Paul Manafort Sentenced To A Total Of 7.5 Years In Prison
On Wednesday, Paul Manafort was sentenced to an additional 43 months in prison, bringing his total sentence to 7 years behind bars. According to The New York Times, Judge Amy Berman Jackson gave Manafort 60 months running concurrently to 30 months in the 47-month sentence that Trump’s former campaign consultant was sentenced to last week. That brings his total sentence, including the 9 months he has already served, to 81 months.
Manafort entered the court in a wheelchair due to his gout, and addressed the judge, asking her for leniency in sentencing. He said that he took responsibility for his actions, and was ashamed of his previous conduct.
“This case has taken everything from me, already,” he said. “Please let my wife and I be together.”
The ruling closes out the special counsel’s prosecution of Manafort, who was accused of a wide range of crimes, including money laundering, failing to disclose lobbying income, and obstruction of justice.
“It is hard to overstate the number of lies and the amount of fraud and the amount of money involved,” Judge Jackson said during sentencing. “A significant portion of his career has been spent gaming the system.”
Jackson was careful to point out that this ruling has nothing to do with Robert Mueller’s investigation into Russian tampering in the 2016 presidential election, and that she wasn’t making a ruling on Manafort as a person. She said that any involvement in Russian collusion was not addressed nor resolved by this sentencing.
#BREAKING: Second Manafort sentencing puts total prison time at 7 1/2 years https://t.co/FGcr0uow9T pic.twitter.com/BAVPB4ZhrZ
— The Hill (@thehill) March 13, 2019
Andrew Weissmann, one of the top officials in Mueller’s investigation, wasn’t so careful with his language. He accused Manafort of tampering with witnesses and lying to prosecutors.
“He served to undermine — not promote — American ideals of honesty, transparency and playing by the rules,” he said.
Last week, Manafort was sentenced in Virginia — by Judge T. S. Ellis III — on eight felony counts of tax evasion, bank fraud, and failure to disclose foreign bank accounts. He was given what many saw as an overly-lenient sentence of 47 months in prison.

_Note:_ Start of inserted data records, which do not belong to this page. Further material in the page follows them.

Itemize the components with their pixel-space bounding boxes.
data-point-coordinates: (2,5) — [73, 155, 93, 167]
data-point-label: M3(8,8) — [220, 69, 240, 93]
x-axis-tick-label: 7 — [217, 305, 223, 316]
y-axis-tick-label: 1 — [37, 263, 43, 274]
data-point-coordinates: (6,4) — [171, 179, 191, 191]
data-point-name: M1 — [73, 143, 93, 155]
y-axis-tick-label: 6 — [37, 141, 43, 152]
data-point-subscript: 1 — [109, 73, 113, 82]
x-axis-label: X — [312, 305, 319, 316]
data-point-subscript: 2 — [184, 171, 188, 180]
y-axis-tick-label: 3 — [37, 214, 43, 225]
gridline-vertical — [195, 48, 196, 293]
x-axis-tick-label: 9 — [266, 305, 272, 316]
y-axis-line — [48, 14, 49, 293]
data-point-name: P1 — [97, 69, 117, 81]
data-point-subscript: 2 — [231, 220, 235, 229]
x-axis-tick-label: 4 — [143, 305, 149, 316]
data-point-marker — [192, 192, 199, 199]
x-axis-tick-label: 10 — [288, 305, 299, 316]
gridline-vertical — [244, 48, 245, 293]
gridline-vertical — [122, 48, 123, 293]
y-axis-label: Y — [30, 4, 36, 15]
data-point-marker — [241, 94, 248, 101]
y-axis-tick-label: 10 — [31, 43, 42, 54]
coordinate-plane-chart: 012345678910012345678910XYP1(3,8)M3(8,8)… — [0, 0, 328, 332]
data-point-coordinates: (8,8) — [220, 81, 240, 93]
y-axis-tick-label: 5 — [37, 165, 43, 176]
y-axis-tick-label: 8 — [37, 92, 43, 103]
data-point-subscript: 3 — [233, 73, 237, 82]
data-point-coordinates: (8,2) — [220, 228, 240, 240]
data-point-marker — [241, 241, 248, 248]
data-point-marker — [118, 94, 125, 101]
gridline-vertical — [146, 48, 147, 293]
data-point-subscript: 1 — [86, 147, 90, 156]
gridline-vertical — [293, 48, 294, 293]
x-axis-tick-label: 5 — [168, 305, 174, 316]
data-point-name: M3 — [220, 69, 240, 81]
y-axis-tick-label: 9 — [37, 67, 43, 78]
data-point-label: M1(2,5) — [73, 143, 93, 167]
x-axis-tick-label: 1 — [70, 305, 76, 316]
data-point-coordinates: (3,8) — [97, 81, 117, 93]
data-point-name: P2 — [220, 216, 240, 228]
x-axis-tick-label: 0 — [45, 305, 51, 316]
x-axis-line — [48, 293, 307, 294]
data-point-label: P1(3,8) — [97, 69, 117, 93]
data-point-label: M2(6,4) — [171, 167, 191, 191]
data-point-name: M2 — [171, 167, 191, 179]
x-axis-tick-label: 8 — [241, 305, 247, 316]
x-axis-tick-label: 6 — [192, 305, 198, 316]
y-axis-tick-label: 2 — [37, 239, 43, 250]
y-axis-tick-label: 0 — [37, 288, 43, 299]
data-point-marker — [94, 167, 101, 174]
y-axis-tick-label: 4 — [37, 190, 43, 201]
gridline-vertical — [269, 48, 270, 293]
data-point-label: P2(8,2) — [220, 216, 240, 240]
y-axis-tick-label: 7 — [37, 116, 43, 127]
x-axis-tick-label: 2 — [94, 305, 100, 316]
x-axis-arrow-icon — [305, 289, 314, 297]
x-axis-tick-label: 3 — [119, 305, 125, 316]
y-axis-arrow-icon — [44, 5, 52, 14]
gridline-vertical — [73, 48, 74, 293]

Jackson said that her sentence had nothing to do with the one imposed by a previous court.
“What is happening today is not and cannot be a review and a revision by a sentence imposed by another court,” Judge Jackson said.
Manafort is the fifth person to be sentenced in association with Robert Mueller’s investigation. Trump has repeatedly criticized the investigation into Manafort, saying that his former campaign manager is being treated like a greater criminal than Al Capone.
Looking back on history, who was treated worse, Alfonse Capone, legendary mob boss, killer and “Public Enemy Number One,” or Paul Manafort, political operative & Reagan/Dole darling, now serving solitary confinement – although convicted of nothing? Where is the Russian Collusion?